Monday, December 19, 2011

Cruel dance

This is year three of my attendance at this party, with its energy-sucking dances and unusual refreshments. I must unequivocably state, the third time is not the charm when ovarian cancer is the host. In fact, this repetitive soiree is getting uncomfortable and I'm tired of the frenetic activity required to keep up with the myriad of activities and mental gymnastics.

Currently, I'm locked in my third tango with cancer. This dance partner has a steel-trap grip - no spaghetti arms on him - and the steps have grown more complicated than before. I struggle to keep up, often stumbling, regularly falling and increasingly uncertain I can understand what it's going to take for this malevolent puppetmaster to release his grip and let me rest.

Every day seems to bring some new requirement or complication too. I didn't get enough sleep, my stomach is roiling with nerves, my too-high dance shoes are pinching my toes, the food I tried to eat isn't sustaining me through the rigeurs of the moves or my body collapses in protest. I'm tired and frustrated, both mentally and physically.

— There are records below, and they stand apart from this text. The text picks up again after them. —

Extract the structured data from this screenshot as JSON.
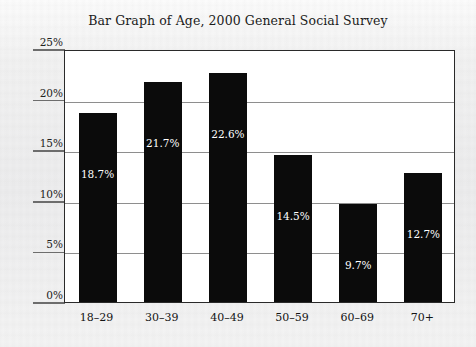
{
  "chart_data": {
    "type": "bar",
    "title": "Bar Graph of Age, 2000 General Social Survey",
    "xlabel": "",
    "ylabel": "",
    "categories": [
      "18–29",
      "30–39",
      "40–49",
      "50–59",
      "60–69",
      "70+"
    ],
    "values": [
      18.7,
      21.7,
      22.6,
      14.5,
      9.7,
      12.7
    ],
    "value_labels": [
      "18.7%",
      "21.7%",
      "22.6%",
      "14.5%",
      "9.7%",
      "12.7%"
    ],
    "ylim": [
      0,
      25
    ],
    "ytick_labels": [
      "0%",
      "5%",
      "10%",
      "15%",
      "20%",
      "25%"
    ],
    "ytick_values": [
      0,
      5,
      10,
      15,
      20,
      25
    ],
    "grid": true,
    "legend": null,
    "bar_color": "#0b0b0b",
    "plot_background": "#ffffff",
    "page_background": "#efefef",
    "gridline_color": "#8e8e8e",
    "axis_color": "#2a2a2a"
  }
}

Despite all the taxing requirements placed on it, my muscles are starting to atrophy. I've lost a lot of weight, but I've lost a disturbing amount of muscle. I am not toned at all and the cottage-cheese effect severely dimples my arms and legs. It's disgusting and embarassing. I've always been relatively fit and this muscular breakdown depresses my already challenged psyche. Being this weak, also does not make me an equal partner with the demon cancer during his cruel fete.

While the first two turns around the punchbowl in 2009 and 2010 were difficult with the side effects, mental dark-basement excursions and (somewhat) weakening body, this time is completely different. It's much, much harder.

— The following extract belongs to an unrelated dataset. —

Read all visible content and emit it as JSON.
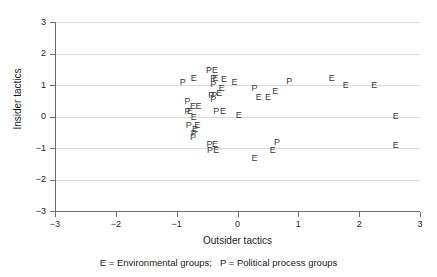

The preparations also started earlier when I received the dreaded invitation to re-join the party in May. The ascities showed up in late June. The attempt at a different dance - the Regorafinib - produced horrific blisters and, possibly, internal damage resulting in my huge abdominal scar and two-week hospitalization. As a result, the date of the actual soiree was postponed until mid-November. Now I feel I'm stumbling, trying to catch up to an event that started months ago, in a compromised position.

I know attending this type of excursion three years in a row will justifiably exact a toll on a person, but I hate it. The first two tangos seemed so much more manageable in comparison. This party seems like it's going to go on for far too long, with horrifically discordant music, too-loud laughing and a sneeringly arrogant dance partner.

I long for a reprieve, where I can pack those torturous dance shoes - or better yet, throw them away - and head home to rest and recover. But I know I have to endure, because as much as I'd like to throw my sickeningly-sweet punch in cancer's face and leave him alone on the dance floor, that will allow him to win. That is just not an option.

Tina

1 comment:

  1. And yet, through it all, you have the master ability to write like hell, which proves your brain is far from atrophied. You are as strong as ever. This post just proves it.